I’ll save the best for last:

“She then started to place her hands in her pants as she walked behind the detainee,” [Sarr] says. “As she circled around him he could see that she was taking her hand out of her pants. When it became visible the detainee saw what appeared to be red blood on her hand. She said, ’Who sent you to Arizona?’ He then glared at her with a piercing look of hatred.

“She then wiped the red ink on his face. He shouted at the top of his lungs, spat at her and lunged forward” — so fiercely that he broke loose from one ankle shackle.

“He began to cry like a baby,” the draft says, noting the interrogator left saying, “Have a fun night in your cell without any water to clean yourself.”

This isn’t the only time or place psycho-sexual torture occurred. In the documentary The Ghosts of Abu Ghraib, the female soldiers involved in tormenting prisoners recount how they were told by interrogators to point at the penises of naked male prioners and laugh. Even worse, male prisoners were told that the female screams they heard were the sound of their wives and sisters being raped by US soldiers. One detainee – who was never even charged with a crime – recounts:

“And they asked me, ‘Have you ever heard voices of women in this prison?’ I answered, ‘Yes.’ They were saying, ‘Then you will hear your mothers and sisters when we are raping them.’ “

All of this, for me, brings a new dimension to the torture debate. We are arguing endlessly over waterboarding, but in all truth some of us, perhaps most of us would rather be waterboarded than endure this sort of psycho-sexual humiliation.
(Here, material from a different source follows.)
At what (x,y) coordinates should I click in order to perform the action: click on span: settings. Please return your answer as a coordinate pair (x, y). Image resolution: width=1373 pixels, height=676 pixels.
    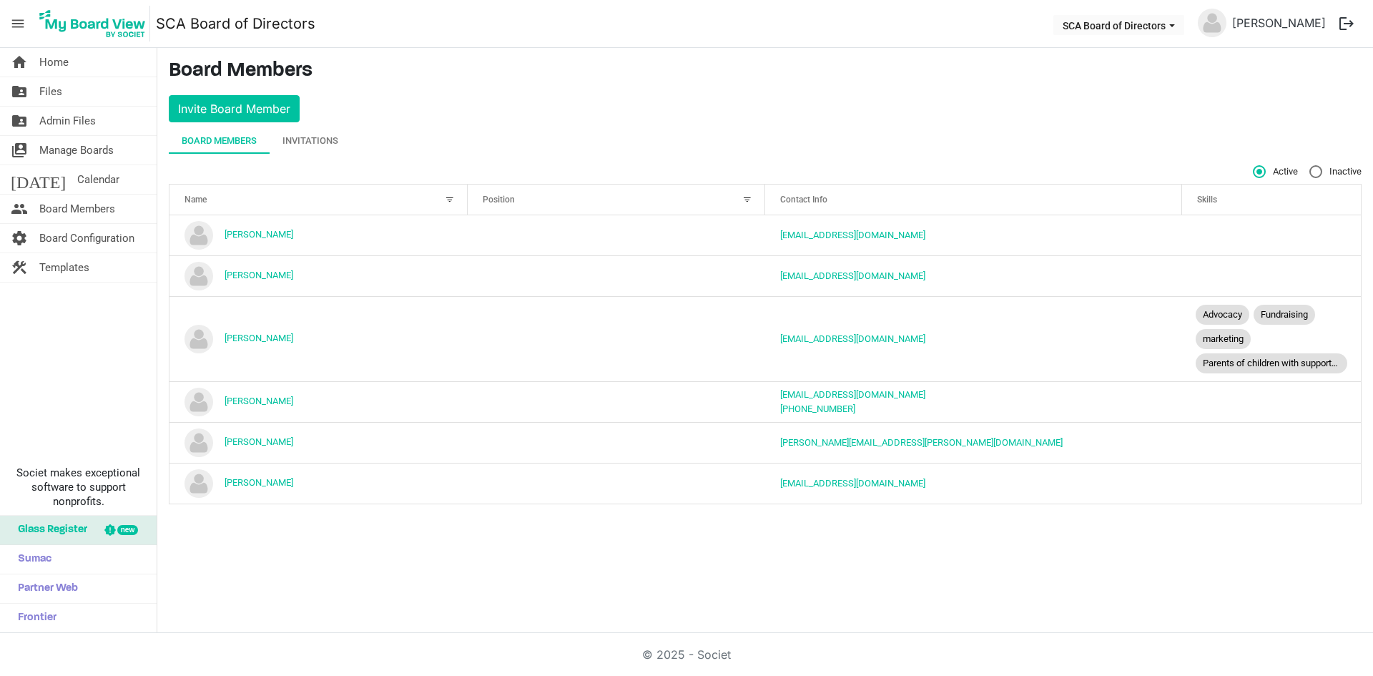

These are by any stretch of the imagination obscene offenses against human dignity. And yet, they don’t cause the sort of physical pain that we typically associate with torture, or even with ‘enchanced methods’ such as sleep deprivation, loud music, or solitary confinement for long periods of time.

These are deep assaults on the human soul, attempts to anihilate a person’s integrity and moral character.  In one of the cases above, as his interrogation took a turn for the worse, the article says,

“The man closed his eyes and began to pray”
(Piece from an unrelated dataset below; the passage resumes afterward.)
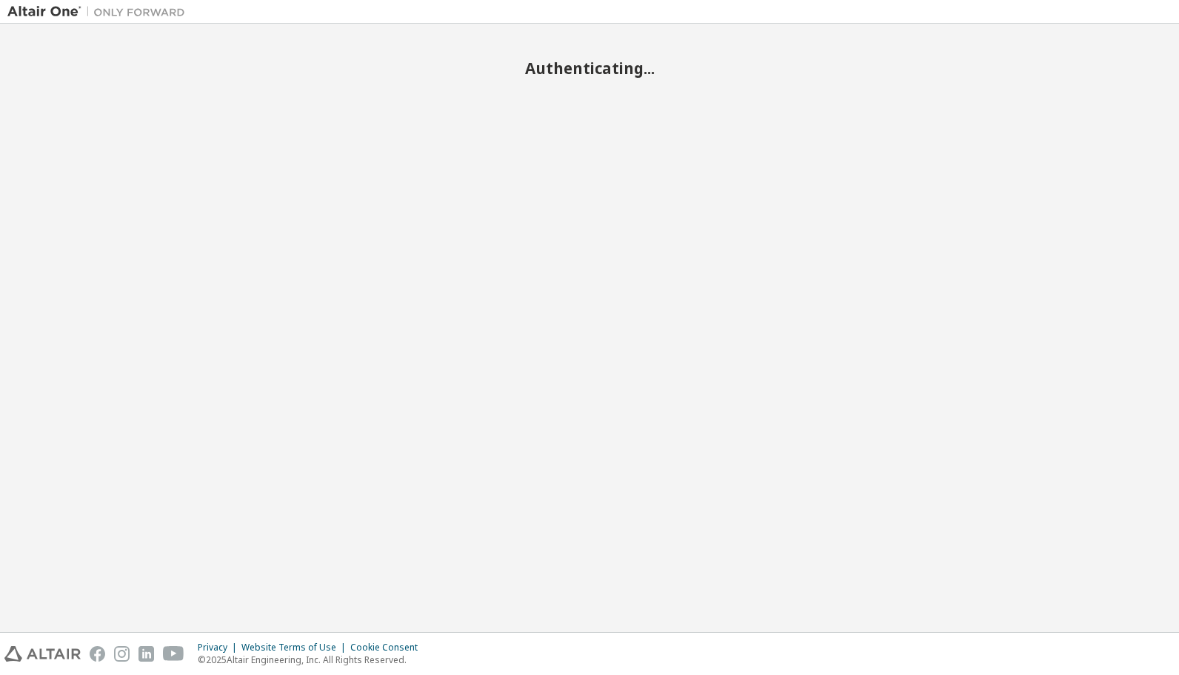 The height and width of the screenshot is (675, 1179). I want to click on img: Altair One, so click(100, 12).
Who do we identify with more in these situations? The heartless, perverted tormentor? Or the victim?

We need to keep in mind the Bybee memo – the legal reasoning that justifies these inhuman practices. I quote the judge:

“We conclude that for an act to constitute torture as defined in [U.S. Code], it must inflict pain that is difficult to endure. Physical pain amounting to torture must be equivalent in intensity to the pain accompanying serious physical injury, such as organ failure, impairment of bodily function, or even death,”
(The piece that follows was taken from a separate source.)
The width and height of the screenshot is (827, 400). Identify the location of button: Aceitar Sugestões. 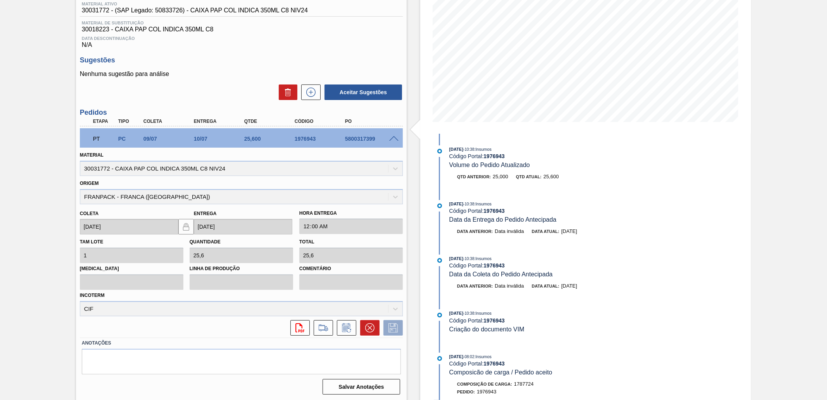
(363, 92).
What is more difficult to endure than a demonic assault on your soul?

In closing I make no assumptions about my readers, since there are many different convoluted arguments swirling around in the blogosphere to justify torture. Some people will argue that it hasn’t yet been proven that the administration ever specifically sanctioned these techniques – and that they would never approve them.  I believe it will be shown conclusively that these psycho-sexual techniques were approved – and I already believe the scapegoats who say that they were ordered to do what they did.

Either way, everyone has their own understanding of “what is difficult to endure”. In spelling out the maximum limits of torture as organ failure and death, a window was left open for the torture of the spirit.

Update: having read through the Senate report, I wish to reproduce here its conclusion (#19):

The abuse of detainees at Abu Ghraib in late 2003 was not simply the result of a few soldiers acting on their own. Interrogation techniques such as stripping detainees of their clothes, placing them in stress positions, and using military working dogs to intimidate them appeared in Iraq only after they had been approved for use in Afghanistan and at GTMO. Secretary of Defense Donald Rumsfeld’s December 2,2002 authorization of aggressive interrogation techniques and subsequent interrogation policies and plans approved by senior military and civilian officials conveyed the message that physical pressures and degradation were appropriate treatment for detainees in U.S. military custody. What followed was an erosion in standards dictating that detainees be treated humanely.